The trail led them deeper, away from the tourist shops into the residential heart where laundry fluttered between buildings and old women watched from doorways with knowing, silent eyes.
Finally, they entered a small square dominated by a dry fountain. On the far side was a nondescript door painted a faded green. Above it, hanging from a wrought-iron bracket, was an antique lantern. It was unlit.
Leon stopped. “The lantern.”
As they watched, the lantern’s bulb flickered once. A pale, yellow glow. Then it went dark.
“Acknowledgment,” Leon breathed. “He knows we’re here.”
The green door opened a crack. No one appeared.
Leon’s sensors swept the square. “No visible surveillance. No hostiles in immediate perimeter.”
It was the moment of truth. The end of the journey, or the mouth of the trap.
Mia looked at Leon. His silver eyes met hers, asking the silent question.
She nodded.
Together, they crossed the square and stepped through the green door.
It shut behind them with a soft, final click.
They were in a tiny, cool vestibule. Stairs led up into darkness. The air smelled of dust, old paper, and… ozone. The smell of active electronics.
A voice, filtered through a cheap speaker, crackled from a grille in the wall. It was the same weary, intelligent voice from the audio log, but laced now with a palpable, nervous tension.
“Welcome to the maze. Please proceed up the stairs. Slowly. And, Seven… leave any weapons on the table by the door. The ones I know about, and the ones I don’t.”
Leon didn’t hesitate. He placed the stolen electro-pistol from the ship on a small wooden table. Then, from a hidden compartment in his sleeve, he produced a ceramic blade. Then another from his ankle. He looked at the speaker. “That is all.”
“Good. Now come up. Let’s see what my masterpiece has become.”
The stairs creaked under their weight. They emerged into a single, large room that was a shock to the senses.
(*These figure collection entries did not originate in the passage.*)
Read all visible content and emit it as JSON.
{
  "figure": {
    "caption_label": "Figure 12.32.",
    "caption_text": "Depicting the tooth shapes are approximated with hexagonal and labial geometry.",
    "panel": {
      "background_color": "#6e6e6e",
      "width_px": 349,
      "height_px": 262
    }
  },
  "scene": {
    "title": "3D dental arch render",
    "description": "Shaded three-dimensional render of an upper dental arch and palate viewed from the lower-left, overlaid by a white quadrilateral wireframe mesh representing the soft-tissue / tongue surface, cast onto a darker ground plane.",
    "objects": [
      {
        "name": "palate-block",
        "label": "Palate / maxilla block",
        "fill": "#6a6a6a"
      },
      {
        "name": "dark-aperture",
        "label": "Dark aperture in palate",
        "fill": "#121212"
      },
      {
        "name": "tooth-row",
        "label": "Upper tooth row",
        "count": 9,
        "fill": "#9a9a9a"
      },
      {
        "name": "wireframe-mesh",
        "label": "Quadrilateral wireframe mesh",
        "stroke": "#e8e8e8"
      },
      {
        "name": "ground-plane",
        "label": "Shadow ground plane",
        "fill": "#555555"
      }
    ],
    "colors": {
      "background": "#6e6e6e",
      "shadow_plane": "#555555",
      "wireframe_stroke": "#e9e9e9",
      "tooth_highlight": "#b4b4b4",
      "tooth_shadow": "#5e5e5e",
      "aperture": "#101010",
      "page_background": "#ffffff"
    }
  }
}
It was a hacker’s nest spliced into a medieval attic. One wall was ancient, exposed stone. The other was a floor-to-ceiling rack of humming, blinking server equipment, networking gear, and monitors displaying cascades of code and security feeds from across the city. Books were stacked in precarious towers next to foil bags of cheap coffee.
And in the center, sitting in a battered office chair, was Dr. Aris Thorne.
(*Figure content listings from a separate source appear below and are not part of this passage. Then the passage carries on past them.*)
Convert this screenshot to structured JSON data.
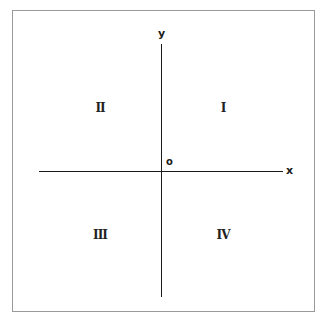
{
  "diagram": {
    "type": "cartesian-plane",
    "axes": {
      "x_label": "x",
      "y_label": "y",
      "origin_label": "o"
    },
    "quadrants": [
      {
        "id": "I",
        "label": "I",
        "position": "top-right"
      },
      {
        "id": "II",
        "label": "II",
        "position": "top-left"
      },
      {
        "id": "III",
        "label": "III",
        "position": "bottom-left"
      },
      {
        "id": "IV",
        "label": "IV",
        "position": "bottom-right"
      }
    ],
    "colors": {
      "axis": "#1a1a1a",
      "frame": "#9a9a9a",
      "background": "#ffffff"
    }
  }
}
He was younger than Mia expected—maybe late forties—but looked older. His hair was a wild, greying mess. He wore thick glasses and a faded t-shirt for a band that didn’t exist anymore. His eyes, sharp and bloodshot, were fixed on Leon with a mixture of profound pride and bottomless grief.
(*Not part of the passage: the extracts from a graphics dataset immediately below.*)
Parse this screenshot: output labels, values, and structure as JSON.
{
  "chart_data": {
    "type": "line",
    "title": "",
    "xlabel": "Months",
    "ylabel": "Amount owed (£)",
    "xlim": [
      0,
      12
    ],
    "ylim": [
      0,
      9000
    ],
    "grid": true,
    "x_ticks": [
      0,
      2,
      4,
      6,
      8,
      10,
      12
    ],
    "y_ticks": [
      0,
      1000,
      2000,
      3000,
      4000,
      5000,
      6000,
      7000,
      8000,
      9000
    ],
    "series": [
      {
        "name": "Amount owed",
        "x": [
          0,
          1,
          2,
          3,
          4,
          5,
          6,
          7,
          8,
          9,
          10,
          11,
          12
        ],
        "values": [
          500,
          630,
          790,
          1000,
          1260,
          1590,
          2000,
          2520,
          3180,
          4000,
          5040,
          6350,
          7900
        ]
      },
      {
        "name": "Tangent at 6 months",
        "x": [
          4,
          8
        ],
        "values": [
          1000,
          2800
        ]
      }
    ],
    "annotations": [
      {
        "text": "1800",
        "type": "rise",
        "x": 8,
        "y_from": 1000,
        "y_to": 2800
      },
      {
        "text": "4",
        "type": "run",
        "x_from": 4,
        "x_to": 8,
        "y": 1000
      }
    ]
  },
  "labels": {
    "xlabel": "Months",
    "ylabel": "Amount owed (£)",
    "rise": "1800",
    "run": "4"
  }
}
For a long moment, no one spoke. The machines hummed.
Thorne broke the silence, his voice raw.
“Hello, Seven.” He swallowed. “You look… good.”
Leon took a step forward. He didn’t smile. He seemed to be processing the man before him, comparing him to the voice in his memory, to the ghost who had saved him.
“My name is Leon,” he said quietly.
A slow, tremulous smile spread across Thorne’s face. “Leon. Good. That’s a good name.” His eyes flicked to Mia, and the smile softened. “And you must be the reason. The ‘wrong address.’ Thank you.”
Mia found her voice. “Thank you. For sending him to me.”
Thorne laughed, a short, wet sound. “Don’t thank me yet. I just made you the most wanted person on two continents.” He waved a hand at his screens. “Sheila’s not just funding port security. She’s bought a controlling interest in the local police precinct. She’s got drones coming in tomorrow. She’s turning this city into a fishbowl to catch her one expensive, rebellious fish.”
He spun his chair to face a primary monitor. On it was a live feed from a camera overlooking the port. It zoomed in on a sleek, private jet just touching down on the executive runway.
“And speaking of the devil…”
The cabin door opened. A figure descended the stairs, flanked by guards.
Even from the grainy, distant feed, the aura of arrogant, contained fury was unmistakable.
Princess Sheila al-Hadid had arrived in Tangier.
Thorne turned back to them, his expression grim.
“The stalemate you wanted? The blackmail to make them back off?” He shook his head. “Forget it. She’s not here to negotiate. She’s here to erase. You, me, this whole messy incident.”
He leaned forward, his eyes deadly serious.